NGA's Long on transparency, the workforce and the power of GEOINT

The first woman to head a major U.S. intelligence agency goes on the record about the highs and lows of the job.

CJCS Martin Dempsey visits Tish Long (September 3, 2014).

National Geospatial-Intelligence Agency Director Letitia Long, shown here with Chairman of the Joint Chiefs of Staff Martin Dempsey on Sept. 3, is retiring in October after three decades of intelligence work. (Photo: NGA)

National Geospatial-Intelligence Agency Director Letitia Long's voice was hurting, and she still had 50 minutes of intermittent public speaking to go.

The intelligence community, she said hoarsely, is "working to retain the best that we can, to keep them challenged [and] to keep morale up" -- all against the backdrop of government gridlock and public skepticism.

Her gravelly voice perhaps dramatized the moment, but the first woman to head a major U.S. intelligence agency stood out in more ways than one while sounding a familiar theme at a Sept. 18 panel discussion with her counterparts from the CIA, NSA and Defense Intelligence Agency. Clad in bright red and flanked by her male colleagues, Long told the cameras and the packed ballroom room that intelligence is by its nature an uncertain and never-ending business.

"We do our best to lay out the options, lay out the possibilities, what might occur, what could occur … but unambiguous warning would equal clairvoyance, which is not something we are," she said.

Short of clairvoyance, NGA has been using geospatial data to track the movements of Russian troops near the Ukrainian border, she added, touting the agency's work in a way that intelligence chiefs are often reluctant to because of the secrets of the craft.

Long might be less recognizable to the American public than the CIA or NSA director who sat on either side of her, but her role in intelligence gathering is far out of proportion to name recognition. For more than four years, she has headed the agency responsible for harvesting intelligence from geospatial sources. Long's agency has come to the fore in the intelligence community's response to the leaks of classified information by former NSA contractor Edward Snowden and then-Pfc. Bradley Manning. Director of National Intelligence James Clapper said in April that because geospatial intelligence, or GEOINT, is the "most transparent of all of our intelligence endeavors," the IC will likely use it more in the post-Snowden era.

"We're a bit unique in that part of our mission set is unclassified," Long said in a recent interview with FCW. "Therefore, we can be more transparent. So that enables us to talk about what we do."

The agency lent its geospatial analytics to the humanitarian responses to the 2013 typhoon in the Philippines and to Hurricane Sandy in 2012. Because this work often taps unclassified satellite imagery, NGA can share its contributions with the public, going into more detail than the NSA and CIA chiefs ever do on operations.

Women and the IC

Long's Sept. 18 public appearance will be one of her last as NGA director – she will retire next month after a more than three-decade career in intelligence.

When asked to name the biggest regret of her tenure as NGA director, Long said the furloughs triggered by last year's government shutdown were "without a doubt the lowest point not only of my tenure as director [but of] my entire federal career." The furloughs constrained the IC's ability to do its job: DNI Clapper told the Senate last October that furloughs had affected about 70 percent of the civilian intelligence workforce.

As her tenure comes to a close, Long said she plans to take half a year or so to spend time with family and decompress, but her work with the IC is likely far from finished. If and when she gets involved again in intelligence issues, it will be to focus on "leader development as well as women in STEM [science, technology, engineering and mathematics]," she said.

As the first female head of a major U.S. intelligence agency, Long said she has cracked but not broken the glass ceiling. "We are not yet represented in the senior ranks across the intelligence community relative to our representation in the community," she said. But as she pointed out, there are other high-ranking female intelligence officials such as National Reconnaissance Office Director Betty Sapp and Deputy CIA Director Avril Haines.

Long said recruitment and flexible work policies are in place to encourage women to join the intelligence community. "I believe a number of women are in the positions they're in today because of previous leadership [and] because of some current leadership, namely Director of National Intelligence James Clapper, being focused on ensuring the same opportunities were available to women," she said.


Using the word "error" as the filter, copy each matching line from the records.

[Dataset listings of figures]
↓

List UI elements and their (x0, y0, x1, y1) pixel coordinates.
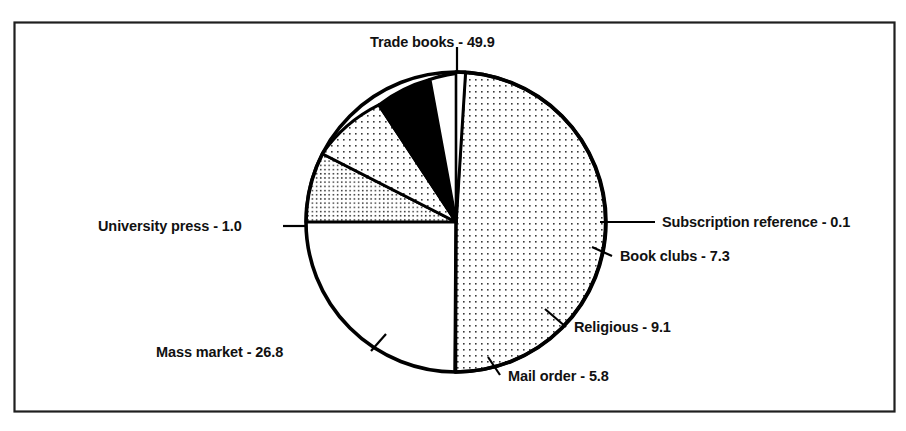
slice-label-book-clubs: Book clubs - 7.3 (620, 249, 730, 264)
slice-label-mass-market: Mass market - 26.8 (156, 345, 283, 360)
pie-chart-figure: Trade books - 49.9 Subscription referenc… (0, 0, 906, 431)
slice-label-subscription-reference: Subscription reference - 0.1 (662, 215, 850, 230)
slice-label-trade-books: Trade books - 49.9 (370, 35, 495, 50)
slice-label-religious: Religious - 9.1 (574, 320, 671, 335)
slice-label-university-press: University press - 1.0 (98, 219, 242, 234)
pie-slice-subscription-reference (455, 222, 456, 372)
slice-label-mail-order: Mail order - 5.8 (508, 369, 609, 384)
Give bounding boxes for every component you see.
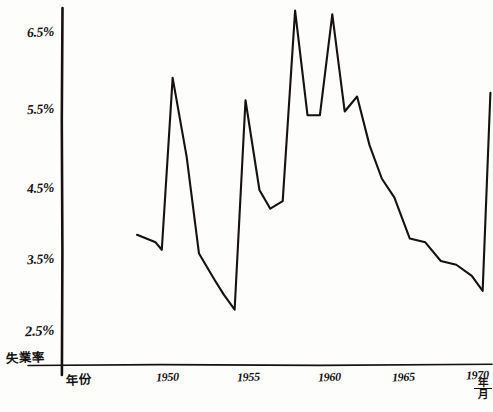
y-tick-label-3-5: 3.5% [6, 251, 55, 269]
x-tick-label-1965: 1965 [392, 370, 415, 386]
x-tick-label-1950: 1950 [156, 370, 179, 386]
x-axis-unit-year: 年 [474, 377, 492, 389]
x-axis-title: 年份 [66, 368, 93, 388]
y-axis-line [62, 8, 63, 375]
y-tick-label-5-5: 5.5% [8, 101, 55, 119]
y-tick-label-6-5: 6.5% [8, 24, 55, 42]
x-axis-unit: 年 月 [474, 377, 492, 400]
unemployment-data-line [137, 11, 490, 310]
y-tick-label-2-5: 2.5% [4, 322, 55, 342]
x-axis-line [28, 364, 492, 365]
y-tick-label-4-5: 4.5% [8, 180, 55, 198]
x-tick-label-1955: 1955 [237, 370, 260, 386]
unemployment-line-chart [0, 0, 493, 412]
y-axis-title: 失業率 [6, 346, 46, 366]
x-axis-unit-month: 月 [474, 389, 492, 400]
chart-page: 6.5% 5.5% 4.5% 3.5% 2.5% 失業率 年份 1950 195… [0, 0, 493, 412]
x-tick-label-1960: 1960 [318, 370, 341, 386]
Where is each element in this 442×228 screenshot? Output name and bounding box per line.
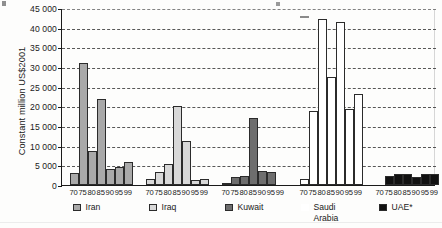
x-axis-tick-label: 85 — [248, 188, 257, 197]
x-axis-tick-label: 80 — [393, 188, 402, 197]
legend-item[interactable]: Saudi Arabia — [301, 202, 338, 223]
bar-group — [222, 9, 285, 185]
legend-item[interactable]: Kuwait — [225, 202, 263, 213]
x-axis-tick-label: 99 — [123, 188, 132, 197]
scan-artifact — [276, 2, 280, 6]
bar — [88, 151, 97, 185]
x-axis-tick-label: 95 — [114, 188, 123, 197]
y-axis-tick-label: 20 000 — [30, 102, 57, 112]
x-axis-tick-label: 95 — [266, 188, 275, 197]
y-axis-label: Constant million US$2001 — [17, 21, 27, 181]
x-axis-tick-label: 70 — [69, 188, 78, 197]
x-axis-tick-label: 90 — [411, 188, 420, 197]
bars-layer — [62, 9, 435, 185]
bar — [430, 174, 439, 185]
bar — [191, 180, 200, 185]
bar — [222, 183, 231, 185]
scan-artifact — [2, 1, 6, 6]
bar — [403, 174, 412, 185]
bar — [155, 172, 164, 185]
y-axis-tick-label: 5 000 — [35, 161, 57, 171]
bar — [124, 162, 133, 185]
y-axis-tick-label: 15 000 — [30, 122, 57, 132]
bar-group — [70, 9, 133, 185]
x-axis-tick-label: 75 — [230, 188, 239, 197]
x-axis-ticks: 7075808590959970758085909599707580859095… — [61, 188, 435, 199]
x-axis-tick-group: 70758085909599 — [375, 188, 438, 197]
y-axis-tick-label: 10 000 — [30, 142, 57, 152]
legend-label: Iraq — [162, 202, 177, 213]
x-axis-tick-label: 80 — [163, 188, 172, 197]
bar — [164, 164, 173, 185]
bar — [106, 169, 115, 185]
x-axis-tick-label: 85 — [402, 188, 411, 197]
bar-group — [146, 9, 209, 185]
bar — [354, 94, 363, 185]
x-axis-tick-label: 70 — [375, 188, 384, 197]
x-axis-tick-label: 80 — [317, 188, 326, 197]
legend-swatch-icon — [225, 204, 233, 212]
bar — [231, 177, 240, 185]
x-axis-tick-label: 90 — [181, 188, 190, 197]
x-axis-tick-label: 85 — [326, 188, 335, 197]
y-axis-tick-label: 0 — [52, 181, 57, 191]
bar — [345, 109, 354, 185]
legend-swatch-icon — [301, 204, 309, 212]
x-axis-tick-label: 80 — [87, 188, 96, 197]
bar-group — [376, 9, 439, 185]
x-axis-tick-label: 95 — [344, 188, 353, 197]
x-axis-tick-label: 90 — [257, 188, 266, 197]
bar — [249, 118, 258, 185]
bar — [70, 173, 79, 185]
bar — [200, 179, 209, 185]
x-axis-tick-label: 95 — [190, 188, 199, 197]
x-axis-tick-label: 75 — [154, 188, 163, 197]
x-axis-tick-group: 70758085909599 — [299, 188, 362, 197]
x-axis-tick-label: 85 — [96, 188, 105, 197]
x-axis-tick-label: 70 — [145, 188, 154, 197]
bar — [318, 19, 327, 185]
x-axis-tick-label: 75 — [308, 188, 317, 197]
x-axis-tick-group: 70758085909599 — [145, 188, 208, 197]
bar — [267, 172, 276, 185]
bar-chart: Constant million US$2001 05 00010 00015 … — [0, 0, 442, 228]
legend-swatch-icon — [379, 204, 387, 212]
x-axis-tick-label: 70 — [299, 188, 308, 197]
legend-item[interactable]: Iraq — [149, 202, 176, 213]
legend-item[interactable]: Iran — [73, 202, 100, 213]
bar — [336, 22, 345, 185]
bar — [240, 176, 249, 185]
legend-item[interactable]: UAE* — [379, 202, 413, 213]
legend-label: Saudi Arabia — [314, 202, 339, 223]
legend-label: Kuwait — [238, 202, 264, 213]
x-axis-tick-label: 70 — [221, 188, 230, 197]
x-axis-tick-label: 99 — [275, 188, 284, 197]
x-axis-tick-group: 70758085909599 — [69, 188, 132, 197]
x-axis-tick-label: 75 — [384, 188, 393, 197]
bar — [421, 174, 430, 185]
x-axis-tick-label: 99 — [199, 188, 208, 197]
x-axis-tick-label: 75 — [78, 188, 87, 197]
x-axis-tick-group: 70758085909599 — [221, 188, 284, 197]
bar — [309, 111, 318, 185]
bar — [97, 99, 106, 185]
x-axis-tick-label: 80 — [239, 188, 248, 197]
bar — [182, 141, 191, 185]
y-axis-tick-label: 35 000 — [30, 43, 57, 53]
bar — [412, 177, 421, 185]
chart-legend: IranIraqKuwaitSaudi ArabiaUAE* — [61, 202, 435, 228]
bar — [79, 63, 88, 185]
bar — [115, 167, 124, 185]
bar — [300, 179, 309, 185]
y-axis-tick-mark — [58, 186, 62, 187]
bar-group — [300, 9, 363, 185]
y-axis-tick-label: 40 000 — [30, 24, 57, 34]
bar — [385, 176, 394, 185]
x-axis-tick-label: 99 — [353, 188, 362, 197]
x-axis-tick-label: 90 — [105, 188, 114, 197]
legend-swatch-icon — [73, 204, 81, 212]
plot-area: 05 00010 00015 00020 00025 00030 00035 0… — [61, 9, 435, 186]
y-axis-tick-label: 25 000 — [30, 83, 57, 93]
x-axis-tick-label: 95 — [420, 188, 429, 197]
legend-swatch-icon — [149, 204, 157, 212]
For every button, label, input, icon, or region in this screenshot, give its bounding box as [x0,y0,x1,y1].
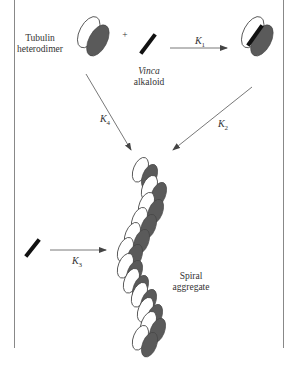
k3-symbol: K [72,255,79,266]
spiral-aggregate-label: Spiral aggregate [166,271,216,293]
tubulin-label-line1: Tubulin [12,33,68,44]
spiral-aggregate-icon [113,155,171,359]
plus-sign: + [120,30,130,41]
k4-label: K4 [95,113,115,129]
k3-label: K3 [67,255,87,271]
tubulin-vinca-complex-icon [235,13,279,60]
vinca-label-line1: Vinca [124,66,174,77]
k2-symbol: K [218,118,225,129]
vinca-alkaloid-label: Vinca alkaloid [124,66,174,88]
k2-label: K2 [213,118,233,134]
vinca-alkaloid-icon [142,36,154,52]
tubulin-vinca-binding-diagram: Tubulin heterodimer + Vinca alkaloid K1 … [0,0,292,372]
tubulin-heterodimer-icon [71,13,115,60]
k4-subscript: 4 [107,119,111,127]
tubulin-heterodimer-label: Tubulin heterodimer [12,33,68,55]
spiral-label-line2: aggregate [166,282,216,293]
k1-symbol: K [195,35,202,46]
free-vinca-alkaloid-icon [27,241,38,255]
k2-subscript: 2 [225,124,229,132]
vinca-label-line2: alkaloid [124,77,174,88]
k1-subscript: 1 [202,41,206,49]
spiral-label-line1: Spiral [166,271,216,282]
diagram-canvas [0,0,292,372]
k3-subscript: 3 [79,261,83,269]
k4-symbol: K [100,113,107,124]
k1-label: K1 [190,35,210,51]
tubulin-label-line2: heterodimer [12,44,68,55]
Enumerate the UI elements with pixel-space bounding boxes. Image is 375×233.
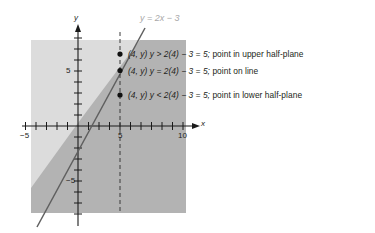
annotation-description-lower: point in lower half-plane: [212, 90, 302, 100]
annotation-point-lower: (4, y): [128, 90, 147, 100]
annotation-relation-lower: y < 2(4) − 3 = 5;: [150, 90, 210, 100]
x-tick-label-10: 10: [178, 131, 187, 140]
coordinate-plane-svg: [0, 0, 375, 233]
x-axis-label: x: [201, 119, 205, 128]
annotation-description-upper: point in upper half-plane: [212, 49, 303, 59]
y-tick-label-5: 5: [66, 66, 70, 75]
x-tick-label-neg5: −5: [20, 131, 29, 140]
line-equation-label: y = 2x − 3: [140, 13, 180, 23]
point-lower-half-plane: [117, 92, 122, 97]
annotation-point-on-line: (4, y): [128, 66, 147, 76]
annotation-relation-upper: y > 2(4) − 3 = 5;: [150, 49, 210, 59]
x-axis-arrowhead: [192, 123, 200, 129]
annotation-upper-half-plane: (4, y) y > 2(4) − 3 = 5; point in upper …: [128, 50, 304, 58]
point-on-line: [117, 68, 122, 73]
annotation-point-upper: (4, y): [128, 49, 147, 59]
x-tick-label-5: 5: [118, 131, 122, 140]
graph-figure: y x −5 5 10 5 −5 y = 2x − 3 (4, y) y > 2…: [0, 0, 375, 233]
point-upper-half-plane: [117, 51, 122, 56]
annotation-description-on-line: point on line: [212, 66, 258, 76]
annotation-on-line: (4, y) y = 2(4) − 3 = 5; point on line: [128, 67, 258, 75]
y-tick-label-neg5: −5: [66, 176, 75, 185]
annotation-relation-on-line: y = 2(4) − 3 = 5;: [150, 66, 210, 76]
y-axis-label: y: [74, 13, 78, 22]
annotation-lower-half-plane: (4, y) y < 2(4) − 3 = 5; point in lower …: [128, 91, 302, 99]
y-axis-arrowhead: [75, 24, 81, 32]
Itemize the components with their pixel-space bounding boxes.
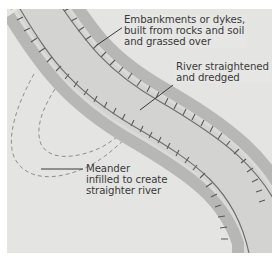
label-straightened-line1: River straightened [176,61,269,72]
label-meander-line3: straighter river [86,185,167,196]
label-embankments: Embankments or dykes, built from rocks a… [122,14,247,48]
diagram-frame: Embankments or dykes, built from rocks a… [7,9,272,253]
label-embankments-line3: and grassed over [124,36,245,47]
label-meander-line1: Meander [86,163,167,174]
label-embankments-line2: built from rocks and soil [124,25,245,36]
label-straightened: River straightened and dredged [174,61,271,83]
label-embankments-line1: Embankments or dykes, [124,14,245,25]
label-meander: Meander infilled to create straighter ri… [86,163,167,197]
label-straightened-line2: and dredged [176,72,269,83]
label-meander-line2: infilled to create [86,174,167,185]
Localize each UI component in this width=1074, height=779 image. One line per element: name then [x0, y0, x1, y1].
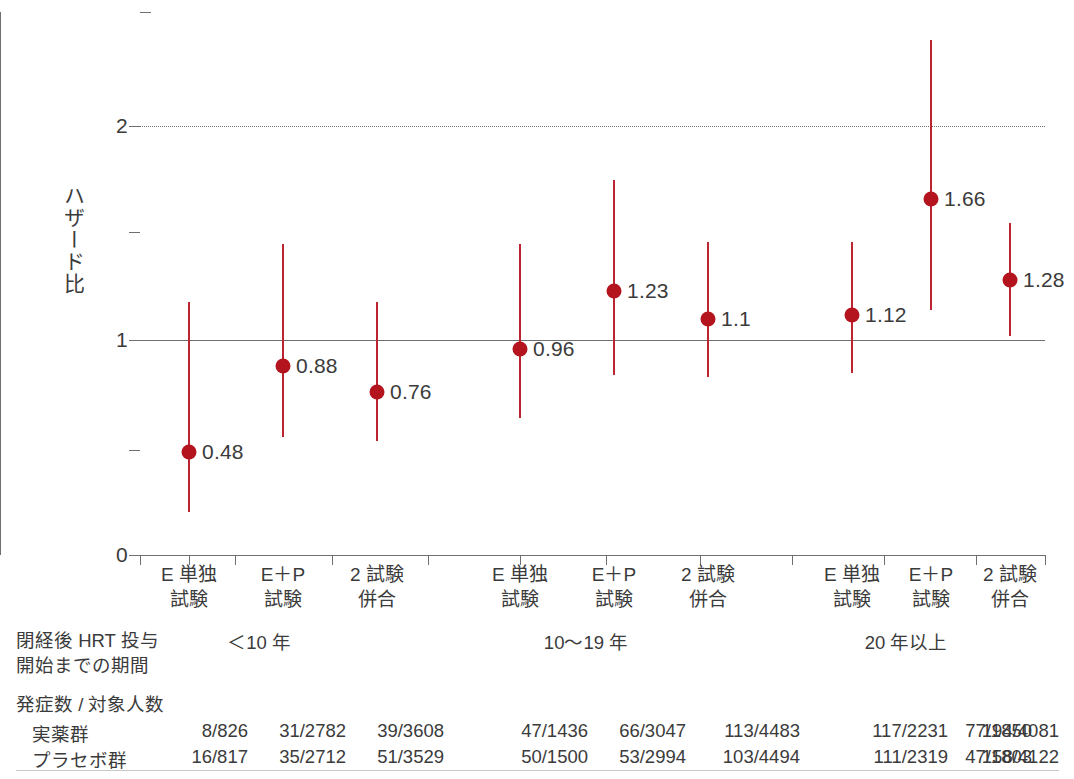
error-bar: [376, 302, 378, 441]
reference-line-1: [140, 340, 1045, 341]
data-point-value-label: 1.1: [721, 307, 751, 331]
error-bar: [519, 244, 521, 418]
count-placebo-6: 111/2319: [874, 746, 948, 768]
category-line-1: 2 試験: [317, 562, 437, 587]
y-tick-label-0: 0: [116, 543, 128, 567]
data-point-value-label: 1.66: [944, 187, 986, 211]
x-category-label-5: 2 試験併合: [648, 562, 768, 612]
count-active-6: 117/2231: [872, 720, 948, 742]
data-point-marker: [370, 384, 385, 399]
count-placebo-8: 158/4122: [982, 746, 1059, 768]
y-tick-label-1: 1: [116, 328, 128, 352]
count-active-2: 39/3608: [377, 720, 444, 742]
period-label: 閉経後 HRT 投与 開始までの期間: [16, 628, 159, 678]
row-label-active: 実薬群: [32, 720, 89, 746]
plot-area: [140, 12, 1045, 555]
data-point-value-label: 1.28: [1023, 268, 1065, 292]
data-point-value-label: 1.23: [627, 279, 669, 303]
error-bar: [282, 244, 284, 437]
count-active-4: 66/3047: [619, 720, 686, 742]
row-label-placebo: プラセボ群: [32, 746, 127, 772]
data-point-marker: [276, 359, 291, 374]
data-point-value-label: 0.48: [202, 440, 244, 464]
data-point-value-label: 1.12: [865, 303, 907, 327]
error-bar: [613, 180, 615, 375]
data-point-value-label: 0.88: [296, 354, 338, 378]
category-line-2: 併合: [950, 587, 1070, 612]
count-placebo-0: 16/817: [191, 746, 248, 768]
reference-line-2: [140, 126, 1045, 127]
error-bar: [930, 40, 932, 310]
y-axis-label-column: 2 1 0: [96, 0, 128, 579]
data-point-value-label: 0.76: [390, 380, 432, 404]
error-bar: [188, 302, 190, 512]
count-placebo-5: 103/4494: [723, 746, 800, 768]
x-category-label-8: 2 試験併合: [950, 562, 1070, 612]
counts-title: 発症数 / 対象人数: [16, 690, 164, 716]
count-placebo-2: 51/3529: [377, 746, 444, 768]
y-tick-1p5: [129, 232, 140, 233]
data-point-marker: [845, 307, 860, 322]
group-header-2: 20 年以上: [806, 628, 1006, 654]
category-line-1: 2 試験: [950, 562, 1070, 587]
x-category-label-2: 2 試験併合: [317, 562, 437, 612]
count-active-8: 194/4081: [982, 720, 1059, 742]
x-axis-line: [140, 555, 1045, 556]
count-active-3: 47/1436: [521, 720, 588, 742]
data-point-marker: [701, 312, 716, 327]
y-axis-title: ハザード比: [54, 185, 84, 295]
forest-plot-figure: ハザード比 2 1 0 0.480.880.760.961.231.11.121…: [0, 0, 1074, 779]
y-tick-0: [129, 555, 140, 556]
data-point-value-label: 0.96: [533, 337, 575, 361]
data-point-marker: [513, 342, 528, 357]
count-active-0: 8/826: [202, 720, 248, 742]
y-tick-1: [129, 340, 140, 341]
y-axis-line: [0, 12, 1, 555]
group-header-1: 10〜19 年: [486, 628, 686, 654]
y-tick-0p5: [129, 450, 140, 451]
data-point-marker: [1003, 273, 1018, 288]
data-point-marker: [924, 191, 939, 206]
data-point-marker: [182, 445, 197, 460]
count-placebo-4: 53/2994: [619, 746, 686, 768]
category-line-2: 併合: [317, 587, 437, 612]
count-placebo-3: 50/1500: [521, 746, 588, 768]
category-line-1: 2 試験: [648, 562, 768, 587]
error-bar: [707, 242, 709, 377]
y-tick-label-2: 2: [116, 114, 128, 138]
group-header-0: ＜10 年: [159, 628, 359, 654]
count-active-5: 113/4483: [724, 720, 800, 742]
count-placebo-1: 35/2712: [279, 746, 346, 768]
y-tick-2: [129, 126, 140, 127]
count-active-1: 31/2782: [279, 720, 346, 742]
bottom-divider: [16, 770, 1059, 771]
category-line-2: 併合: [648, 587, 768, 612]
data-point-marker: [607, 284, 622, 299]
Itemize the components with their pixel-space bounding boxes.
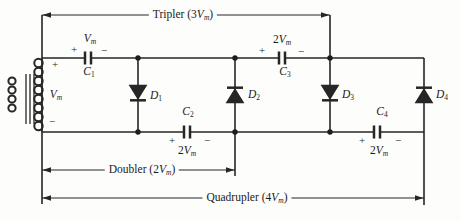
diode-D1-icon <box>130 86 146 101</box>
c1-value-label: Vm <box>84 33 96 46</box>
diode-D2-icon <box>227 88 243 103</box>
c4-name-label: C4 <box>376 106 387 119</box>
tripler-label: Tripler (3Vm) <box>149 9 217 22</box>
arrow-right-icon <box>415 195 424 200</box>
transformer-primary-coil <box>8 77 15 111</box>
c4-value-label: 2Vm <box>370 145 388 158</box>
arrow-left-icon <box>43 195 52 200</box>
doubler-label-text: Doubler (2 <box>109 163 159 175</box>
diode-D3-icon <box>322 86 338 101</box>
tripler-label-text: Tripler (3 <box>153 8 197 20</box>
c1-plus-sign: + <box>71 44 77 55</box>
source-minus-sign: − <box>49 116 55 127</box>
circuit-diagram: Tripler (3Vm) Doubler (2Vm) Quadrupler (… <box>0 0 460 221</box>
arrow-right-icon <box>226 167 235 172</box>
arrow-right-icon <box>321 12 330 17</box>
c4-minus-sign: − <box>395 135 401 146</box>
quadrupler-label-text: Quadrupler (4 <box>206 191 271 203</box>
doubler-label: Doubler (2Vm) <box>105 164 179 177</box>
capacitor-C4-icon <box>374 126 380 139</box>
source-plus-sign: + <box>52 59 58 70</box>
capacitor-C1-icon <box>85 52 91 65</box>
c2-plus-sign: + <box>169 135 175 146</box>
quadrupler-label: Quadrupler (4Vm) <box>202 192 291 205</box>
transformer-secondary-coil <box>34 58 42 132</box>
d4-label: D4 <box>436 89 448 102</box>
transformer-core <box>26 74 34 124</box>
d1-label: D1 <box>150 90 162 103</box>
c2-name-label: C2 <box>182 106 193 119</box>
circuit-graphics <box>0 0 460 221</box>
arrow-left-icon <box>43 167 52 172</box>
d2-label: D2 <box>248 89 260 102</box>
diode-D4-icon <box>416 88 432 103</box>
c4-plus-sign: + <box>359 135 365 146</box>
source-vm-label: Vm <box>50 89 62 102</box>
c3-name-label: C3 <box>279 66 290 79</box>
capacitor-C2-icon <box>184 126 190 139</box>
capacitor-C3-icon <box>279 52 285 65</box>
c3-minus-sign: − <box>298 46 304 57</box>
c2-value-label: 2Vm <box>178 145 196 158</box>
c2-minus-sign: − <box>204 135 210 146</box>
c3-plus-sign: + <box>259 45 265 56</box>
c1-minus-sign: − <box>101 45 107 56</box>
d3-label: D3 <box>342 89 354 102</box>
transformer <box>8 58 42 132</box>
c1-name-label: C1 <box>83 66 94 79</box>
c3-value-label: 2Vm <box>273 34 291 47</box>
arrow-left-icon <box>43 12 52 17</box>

↑

Solution to the exercise:
error-bar: [376, 302, 378, 441]
error-bar: [519, 244, 521, 418]
error-bar: [282, 244, 284, 437]
error-bar: [613, 180, 615, 375]
error-bar: [930, 40, 932, 310]
error-bar: [188, 302, 190, 512]
error-bar: [707, 242, 709, 377]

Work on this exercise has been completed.